Salman Rushdie, the prolific author whose acclaimed magical realist novel "The Satanic Verses" prompted calls for his assassination after it was published in the 1980s, has given his first interview after a brutal stabbing last summer that left him with severe injuries, including blindness in one eye.
Ahead of the release of his next book, "Victory City," on Tuesday, Rushdie, 75, reflected on dodging numerous threats over the course of his career and spoke about his recovery in a lengthy interview with the New Yorker published on Monday. It was Rushdie's first interview since he was stabbed 15 times during a lecture in Chautauqua, New York, in August.

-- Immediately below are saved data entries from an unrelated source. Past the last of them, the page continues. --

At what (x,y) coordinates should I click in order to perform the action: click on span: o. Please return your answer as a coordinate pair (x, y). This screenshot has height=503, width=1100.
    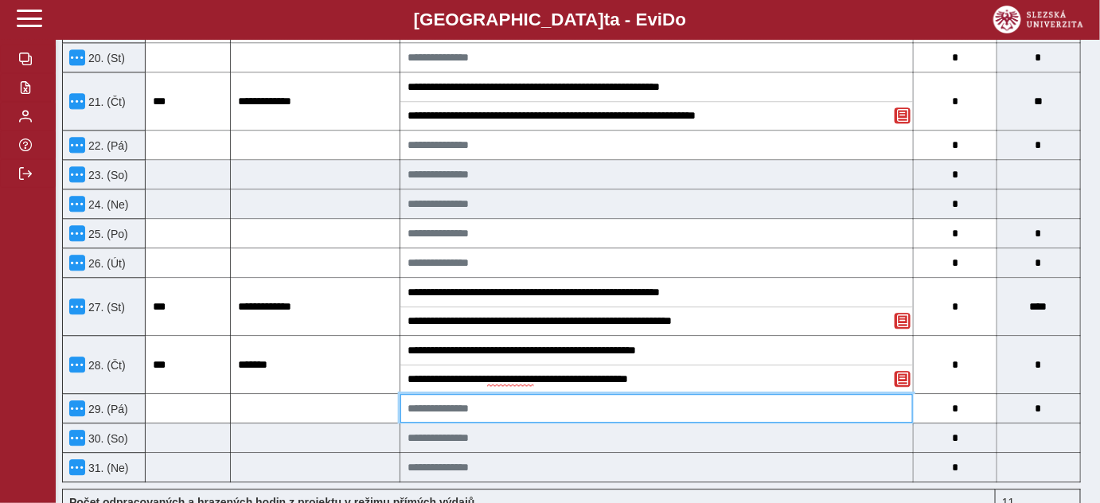
    Looking at the image, I should click on (681, 19).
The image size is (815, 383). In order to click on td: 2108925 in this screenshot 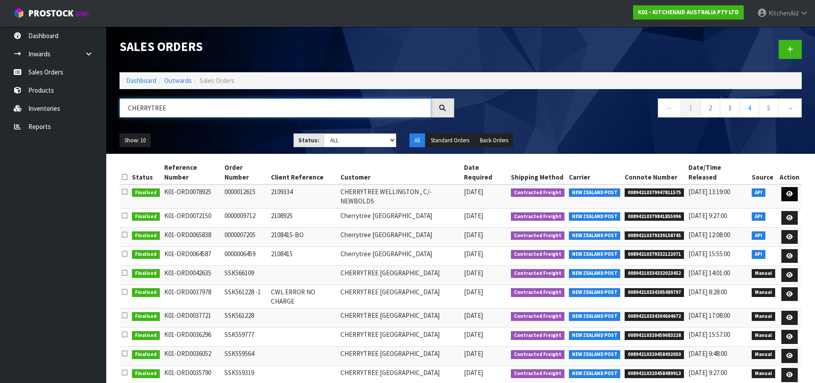, I will do `click(303, 217)`.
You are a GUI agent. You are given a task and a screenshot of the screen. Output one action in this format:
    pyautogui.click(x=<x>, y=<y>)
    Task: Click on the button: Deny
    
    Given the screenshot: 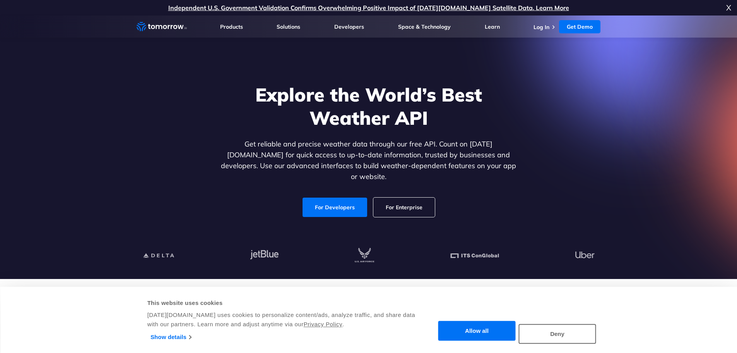 What is the action you would take?
    pyautogui.click(x=558, y=333)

"There have been nightmares—not exactly the incident, but just frightening," Rushdie shared. "Those seem to be diminishing. I'm fine. I'm able to get up and walk around. When I say I'm fine, I mean, there's bits of my body that need constant checkups. It was a colossal attack."
Rushdie's suspected attacker has been identified by law enforcement as Hadi Matar, 24, of New Jersey. Matar is accused of rushing the stage during Rushdie's speaking engagement in Chautauqua and stabbing him repeatedly, while also injuring the event's moderator, Henry Reese. Matar was charged with attempted murder in the second degree and assault in the second degree, and is being held at the Chautauqua County Jail.
Rushdie was hospitalized for six weeks while receiving treatment for wounds that his literary agent, Andrew Wylie, described as severe in remarks to the Spanish language newspaper El País soon after the stabbing. At the time, Wylie had said that Rushdie suffered serious injuries to his face and neck, as well as his liver and critical nerves in one arm.
Rushdie said in his New Yorker interview that, six months after the attack, his "main overwhelming feeling is gratitude," while noting that the road to recovery both physically and psychologically is ongoing.
"I have feeling in my thumb and index finger and in the bottom half of the palm. I'm doing a lot of hand therapy, and I'm told that I'm doing very well," he told the magazine. Rushdie also said that, despite never allowing himself "to use the phrase 'writer's block,'" he has struggled to write since the stabbing.
"There is such a thing as P.T.S.D., you know," he said. "I've found it very, very difficult to write. I sit down to write, and nothing happens. I write, but it's a combination of blankness and junk, stuff that I write and that I delete the next day. I'm not out of that forest yet, really."
The physical acts of typing, and writing, to a lesser extent, are also challenging in and of themselves, Rushdie added, "because of the lack of feeling in the fingertips of these fingers." In a photograph published of him alongside the New Yorker article, as well as a personal selfie that Rushdie posted on Twitter in time with the story, the left frame of his eyeglasses is shaded in.
The attack on Rushdie in Chautauqua came after many years of daunting threats. He spent a considerable amount of time in hiding after Ayatollah Ruhollah Khomeini, the former supreme leader of Iran, issued a fatwa, or ruling, in 1989 that called for his death and the death of his publishers in response to "The Satanic Verses," which some considered blasphemous.
He has lived and traveled publicly for the last couple of decades, and in 2000 moved to New York City. Recalling the period prior to that, Rushdie told the New Yorker that he "had come to feel that it was a very long time ago, and that the world moves on."
Rushdie's experiences with nightmares date back to a time before the near-deadly stabbing. He described them as occasional, according to the New Yorker, but said that several nights before the event in Chautauqua, he had dreamt about being attacked "with a sharp object" by someone "like a gladiator."